LTG Michael Flynn, the outgoing head of the Defense Intelligence Agency, says the United States is no safer after 13 years of war and that the danger from Islamist terrorism is likely greater than ever.
Speaking at the Aspen Security Forum, he declared, “We have a whole gang of new actors out there that are far more extreme than Al Qaeda.” Flynn directly challenged the notion, repeatedly declared by President Obama and other senior administration officials, that al Qaeda is “on the run.” Indeed, he contends, “It’s not on the run, and that ideology is actually, it’s sadly, it feels like it’s exponentially growing.” He argues that the various jihadist “organizations that are out there that are well-organized, they are well-funded, they reach into these young people and they pull them in. And there seems to be more and more of them today than there were when I first started this thing in, post 9/11.”
Asked point blank whether we’re safer by a reporter who noted that Flynn’s commentary would be disappointing to Americans after so much blood and treasure spilled in the global war on terrorism, Flynn replied, “Yeah, my quick answer is that we’re not,” Anna Mulrine reports for the Christian Science Monitor.
Flynn announced his retirement in April and, according to reporting at the Washington Post, was forced out under pressure because his troop-focused vision for the organization and strident leadership style rankled leaders in the administration and Congress. Clearly, he’s going out in a blaze of glory.
While he’s obviously in a better position that I am to assess the state of the jihadist threat, I’m nonetheless skeptical of the notion that the Islamic State/ISIS/ISIL [hereafter IS(*)] is more dangerous to America than the al Qaeda of 9/11. It may well be bigger but the thing that made al Qaeda al Qaeda was its focus on the “external threat”—the United States. IS(*) may be a more potent military force but, like pre-AQ jihadists, it’s focusing its destructive power inside the Islamic world.
Additionally, Flynn made another interesting argument. “We throw this phrase ‘core Al Qaeda’ out.” But rather than people, “core Al Qaeda” is an ideology, he reportedly said. ”The core is the core belief that these individuals have – and it’s not on the run.”
Now, again, I’m in no position to argue with the head of the DIA on the facts here. Further, the idea that jihadi sentiment—or what my colleague Doug Streusand terms totalitarian Islam—is indeed growing. But I’m going to push back on Flynn’s redefining “core al Qaeda” to mean something completely different from what we understand it to mean: the terrorist network controlled by the late Osama bin Laden and Ayman al-Zawahiri. Whether the franchise operators that have filled the vacuum—long referred to as “al Qaeda 2.0”—much less other jihadist networks like IS(*) remain dangerous and to whom are separate questions. Indeed, Obama and Flynn may well both be right. That is, we have in fact decimated core al Qaeda, rendering it vastly less able to carry out major terrorist operations than it did during its heyday, but not substantially diminished the overall totalitarian Islamist threat.
It’s also quite possible—and, indeed, it’s my strong sense—that we’ve vastly overstated the threat of al Qaeda, core or otherwise, and its fellow travelers all along.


• Assigned task
The answer is all of the data, repeated exactly.

• Supplied material
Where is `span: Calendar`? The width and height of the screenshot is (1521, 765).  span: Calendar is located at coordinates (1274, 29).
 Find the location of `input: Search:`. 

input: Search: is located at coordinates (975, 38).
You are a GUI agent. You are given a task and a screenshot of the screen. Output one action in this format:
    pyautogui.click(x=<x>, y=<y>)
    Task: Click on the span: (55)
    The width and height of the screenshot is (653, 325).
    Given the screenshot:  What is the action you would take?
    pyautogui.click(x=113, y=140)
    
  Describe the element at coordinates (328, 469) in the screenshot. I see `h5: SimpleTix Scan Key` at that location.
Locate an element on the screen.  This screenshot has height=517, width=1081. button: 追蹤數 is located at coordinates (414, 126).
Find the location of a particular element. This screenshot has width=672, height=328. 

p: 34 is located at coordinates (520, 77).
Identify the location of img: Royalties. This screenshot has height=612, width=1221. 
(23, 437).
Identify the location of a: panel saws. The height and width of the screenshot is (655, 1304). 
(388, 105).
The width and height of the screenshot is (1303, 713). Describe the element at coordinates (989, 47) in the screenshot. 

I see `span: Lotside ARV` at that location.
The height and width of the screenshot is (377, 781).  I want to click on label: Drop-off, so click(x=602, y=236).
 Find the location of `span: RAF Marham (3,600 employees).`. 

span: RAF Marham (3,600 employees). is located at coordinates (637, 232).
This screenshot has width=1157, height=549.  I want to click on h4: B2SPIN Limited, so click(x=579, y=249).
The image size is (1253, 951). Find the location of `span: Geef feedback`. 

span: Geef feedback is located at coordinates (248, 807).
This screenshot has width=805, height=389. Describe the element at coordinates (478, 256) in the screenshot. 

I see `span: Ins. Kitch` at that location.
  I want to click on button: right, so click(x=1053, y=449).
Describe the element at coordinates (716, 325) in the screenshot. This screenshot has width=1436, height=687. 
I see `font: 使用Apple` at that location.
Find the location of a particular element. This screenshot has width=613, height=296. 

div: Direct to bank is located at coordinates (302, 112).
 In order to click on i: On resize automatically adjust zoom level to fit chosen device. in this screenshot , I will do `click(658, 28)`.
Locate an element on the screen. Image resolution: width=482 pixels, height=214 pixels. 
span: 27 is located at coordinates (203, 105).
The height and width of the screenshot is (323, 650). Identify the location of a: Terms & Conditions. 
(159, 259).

• Response to this task
Where is `span: Calendar`? The width and height of the screenshot is (1521, 765).  span: Calendar is located at coordinates (1274, 29).
 Find the location of `input: Search:`. 

input: Search: is located at coordinates (975, 38).
You are a GUI agent. You are given a task and a screenshot of the screen. Output one action in this format:
    pyautogui.click(x=<x>, y=<y>)
    Task: Click on the span: (55)
    The width and height of the screenshot is (653, 325).
    Given the screenshot:  What is the action you would take?
    pyautogui.click(x=113, y=140)
    
  Describe the element at coordinates (328, 469) in the screenshot. I see `h5: SimpleTix Scan Key` at that location.
Locate an element on the screen.  This screenshot has height=517, width=1081. button: 追蹤數 is located at coordinates (414, 126).
Find the location of a particular element. This screenshot has width=672, height=328. 

p: 34 is located at coordinates (520, 77).
Identify the location of img: Royalties. This screenshot has height=612, width=1221. 
(23, 437).
Identify the location of a: panel saws. The height and width of the screenshot is (655, 1304). 
(388, 105).
The width and height of the screenshot is (1303, 713). Describe the element at coordinates (989, 47) in the screenshot. 

I see `span: Lotside ARV` at that location.
The height and width of the screenshot is (377, 781).  I want to click on label: Drop-off, so click(x=602, y=236).
 Find the location of `span: RAF Marham (3,600 employees).`. 

span: RAF Marham (3,600 employees). is located at coordinates (637, 232).
This screenshot has width=1157, height=549.  I want to click on h4: B2SPIN Limited, so click(x=579, y=249).
The image size is (1253, 951). Find the location of `span: Geef feedback`. 

span: Geef feedback is located at coordinates (248, 807).
This screenshot has width=805, height=389. Describe the element at coordinates (478, 256) in the screenshot. 

I see `span: Ins. Kitch` at that location.
  I want to click on button: right, so click(x=1053, y=449).
Describe the element at coordinates (716, 325) in the screenshot. This screenshot has width=1436, height=687. 
I see `font: 使用Apple` at that location.
Find the location of a particular element. This screenshot has width=613, height=296. 

div: Direct to bank is located at coordinates (302, 112).
 In order to click on i: On resize automatically adjust zoom level to fit chosen device. in this screenshot , I will do `click(658, 28)`.
Locate an element on the screen. Image resolution: width=482 pixels, height=214 pixels. 
span: 27 is located at coordinates (203, 105).
The height and width of the screenshot is (323, 650). Identify the location of a: Terms & Conditions. 
(159, 259).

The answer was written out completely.